Historian Thomas H. Conner has accomplished the authoritative account of the American Battle Monuments Commission (ABMC). Conner’s thorough history underscores how influential the leadership of the 1920s remains in framing the criteria for many institutions and cultural traditions, including the overseas memorialization and provision for the thousands of Americans who went to fight for the liberation of millions of strangers but never returned home. The Commission, constructed by President Harding in 1923, was a diverse collaboration from the outset, including General John J. Pershing, Gold Star mother Josephine L. Cody Bentley, and the remaining five members from state or federal service who had also worn the uniform in the Great War. It remained an adroit team, a devoted family of colleagues, even as the years saw a second wave of barbaric repression descend on the world. The first round of sites (eight cemeteries and eleven memorials) commenced construction in the mid-1920s and saw completion by the twentieth anniversary of that War’s conclusion with the dedication of the Montfaucon memorial by President Roosevelt in 1937.


In those first critical years, President Coolidge, despite tasking General Pershing to a diplomatic assignment in South America for a time, encouraged the continuation of their work, helping them overcome Budget Bureau constraints, and an ongoing assault by Congress on the ABMC’s autonomy. Coolidge’s appointment of three military officers launching the Commission’s Historical Section, made possible an invaluable record of the War through a team of researchers under then-Major Dwight D. Eisenhower, publishing A Guide to the American Battle Fields in Europe ahead of the tenth anniversary of the Armistice in 1927. Pershing ensured this was followed by an updated and revised Guide by Ike in the ten years that followed.




The Commission’s collaboration, under Pershing then Marshall and beyond, even while navigating the political and diplomatic mine fields between Capitol Hill, the White House, and the nations of Europe, is remarkable and attested in the quality and restraint shown in the structures and layout of each site. The minute attention to detail, the exact care of design, the vision for each of the eight cemeteries and eleven memorials, down to the tasteful design of the headstones, the choice of materials, the skill of the architects, and the devotion through the many practical and personal risks of maintaining and preserving each location speaks, especially as the grounds on which they were built became combat zones again in the Second World War.


The challenges of their work, since there was no prior template for anything like it, had to be worked out with sound judgment, aesthetic skill, and a clear sense of proportion to bequeath an honorable, tasteful, and enduring collection of memorials and final resting places for those who liberated those places but in doing so paid all they had to give, never making it home themselves. The superlative achievement wrought by the ABMC continues to live in the creation of the Commission’s second generation of cemeteries and memorials in Europe, Africa, and Asia even before the close of hostilities in 1945. They demonstrate a continuity of vision and creative excellence to leave beautiful sites that endure despite the lapse of time.


Keenly aware of the way so many markers, inscriptions, and monuments, distasteful or overdone at the outset do not age well, becoming liabilities, even embarrassments to their original sponsors, and reflecting negatively on America and Americans for generations, the Commission resolved to do better by those who had sacrificed overseas and the families who saw them go. The ABMC’s work, its discrete emphasis on minimalism, its reverence for the living and the dead, its judicious investment of political will, wise diplomacy, and an instinct for magnificent craftsmanship are evident at every site, from Pointe du Hoc to Manila, Tunis to Flanders Field, Meuse-Argonne to Normandy.



As the distance in time from these two seismic conflicts increases, we are reminded to reflect again that each of those markers is a life still in service to great ideals. Spielberg’s 1998 film, Saving Private Ryan, opening and closing at Normandy’s American cemetery, brings this moving truth back to sharp relief. The Niland brothers, Patton, and both Quentin and Theodore Roosevelt, Jr., fallen brothers from both wars, are resting in these cemeteries. The ABMC cemeteries and memorials call upon us, the living, to live worthy of what those many comrades in arms unselfishly leave for us in the hills, fields, and beaches they marched upon and fought for in order to liberate millions an ocean away they would never meet. Conner’s War and Remembrance rescues the story little known and less told behind a small but determined team of Americans and overseas friends who led that initiative to give future generations at home and around the world a simple but powerful reminder that these soldiers, sailors, Marines, and Airmen, known and unknown, continue to answer a call which cannot die: the summons to serve.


- **The task**
Read the material below. Count the lines containing "marker" and give that count alone.

- **Material provided**
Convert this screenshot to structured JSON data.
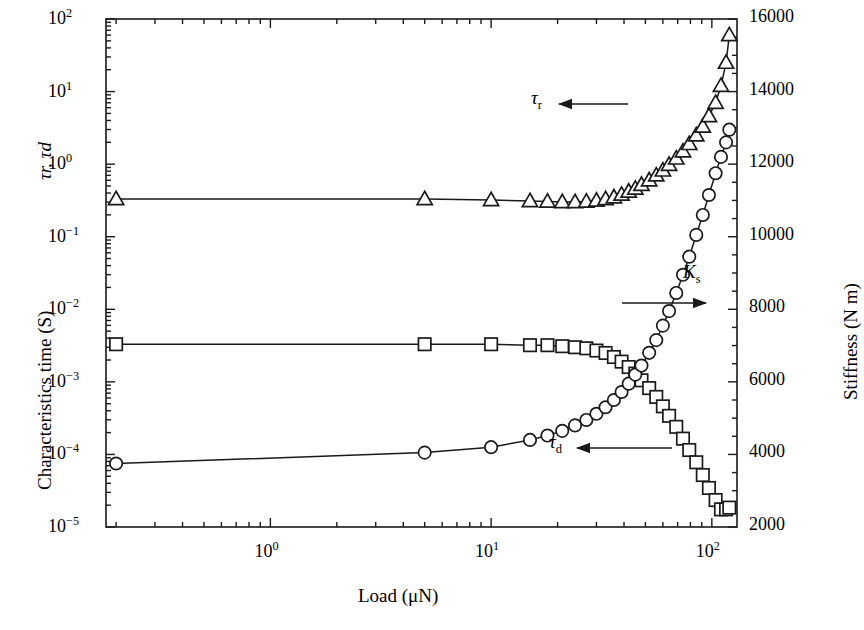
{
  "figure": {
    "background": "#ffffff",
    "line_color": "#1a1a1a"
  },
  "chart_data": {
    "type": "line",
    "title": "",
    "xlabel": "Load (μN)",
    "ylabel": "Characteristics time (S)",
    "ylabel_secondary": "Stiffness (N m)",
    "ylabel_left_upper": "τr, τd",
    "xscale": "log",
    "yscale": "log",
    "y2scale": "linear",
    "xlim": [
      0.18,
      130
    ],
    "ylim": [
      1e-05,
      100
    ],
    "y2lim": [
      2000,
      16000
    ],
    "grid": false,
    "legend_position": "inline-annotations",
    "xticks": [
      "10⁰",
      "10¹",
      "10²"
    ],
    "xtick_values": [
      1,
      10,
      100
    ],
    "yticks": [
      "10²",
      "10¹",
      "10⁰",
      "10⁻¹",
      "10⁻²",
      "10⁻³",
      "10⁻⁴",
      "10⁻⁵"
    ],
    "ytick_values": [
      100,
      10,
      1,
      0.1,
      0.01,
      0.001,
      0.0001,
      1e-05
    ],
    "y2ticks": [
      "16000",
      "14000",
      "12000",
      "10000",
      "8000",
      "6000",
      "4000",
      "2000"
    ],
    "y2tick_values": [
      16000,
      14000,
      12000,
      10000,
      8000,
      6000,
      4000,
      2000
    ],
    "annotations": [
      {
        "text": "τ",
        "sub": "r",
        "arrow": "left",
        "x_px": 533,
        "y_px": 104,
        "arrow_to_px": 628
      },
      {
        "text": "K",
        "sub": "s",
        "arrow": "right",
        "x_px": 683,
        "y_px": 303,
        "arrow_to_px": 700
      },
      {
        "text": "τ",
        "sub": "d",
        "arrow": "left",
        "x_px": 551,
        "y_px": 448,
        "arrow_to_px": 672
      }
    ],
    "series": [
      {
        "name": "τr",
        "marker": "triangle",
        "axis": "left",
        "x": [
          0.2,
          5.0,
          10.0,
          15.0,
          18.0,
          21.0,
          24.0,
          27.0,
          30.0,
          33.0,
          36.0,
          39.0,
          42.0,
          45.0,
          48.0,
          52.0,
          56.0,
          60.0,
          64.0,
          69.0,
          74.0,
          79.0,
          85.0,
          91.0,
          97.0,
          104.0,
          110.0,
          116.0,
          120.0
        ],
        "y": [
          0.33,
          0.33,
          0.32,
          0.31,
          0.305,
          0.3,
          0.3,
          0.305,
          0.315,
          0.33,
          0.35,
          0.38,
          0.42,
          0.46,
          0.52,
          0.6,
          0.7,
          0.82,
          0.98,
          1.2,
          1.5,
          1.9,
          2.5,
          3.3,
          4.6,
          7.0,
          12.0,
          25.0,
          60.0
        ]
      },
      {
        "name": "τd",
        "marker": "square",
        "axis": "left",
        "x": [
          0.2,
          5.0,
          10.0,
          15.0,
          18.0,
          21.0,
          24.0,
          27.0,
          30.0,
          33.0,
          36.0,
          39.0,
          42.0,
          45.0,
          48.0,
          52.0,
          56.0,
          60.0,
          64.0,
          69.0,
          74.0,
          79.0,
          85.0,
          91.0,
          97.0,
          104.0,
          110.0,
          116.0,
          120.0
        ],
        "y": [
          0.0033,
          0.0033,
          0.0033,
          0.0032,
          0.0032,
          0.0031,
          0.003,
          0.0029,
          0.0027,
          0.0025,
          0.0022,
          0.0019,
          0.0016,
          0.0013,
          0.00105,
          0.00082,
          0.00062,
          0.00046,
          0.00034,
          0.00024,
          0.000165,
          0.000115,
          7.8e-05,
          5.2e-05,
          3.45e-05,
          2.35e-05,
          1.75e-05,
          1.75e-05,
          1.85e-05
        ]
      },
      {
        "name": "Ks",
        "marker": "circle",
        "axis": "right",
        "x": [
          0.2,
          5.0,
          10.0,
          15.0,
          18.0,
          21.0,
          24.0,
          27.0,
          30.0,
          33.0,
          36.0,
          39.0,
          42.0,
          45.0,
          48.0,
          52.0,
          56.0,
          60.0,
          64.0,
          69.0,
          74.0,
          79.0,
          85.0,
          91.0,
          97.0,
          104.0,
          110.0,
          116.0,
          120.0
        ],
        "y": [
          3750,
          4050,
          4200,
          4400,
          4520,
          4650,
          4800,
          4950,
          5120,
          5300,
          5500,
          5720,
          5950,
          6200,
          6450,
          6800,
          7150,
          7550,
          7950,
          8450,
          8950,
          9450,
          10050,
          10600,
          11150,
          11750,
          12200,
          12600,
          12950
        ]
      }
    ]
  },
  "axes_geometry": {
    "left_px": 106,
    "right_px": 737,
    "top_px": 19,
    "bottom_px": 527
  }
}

- **Output for this task**
3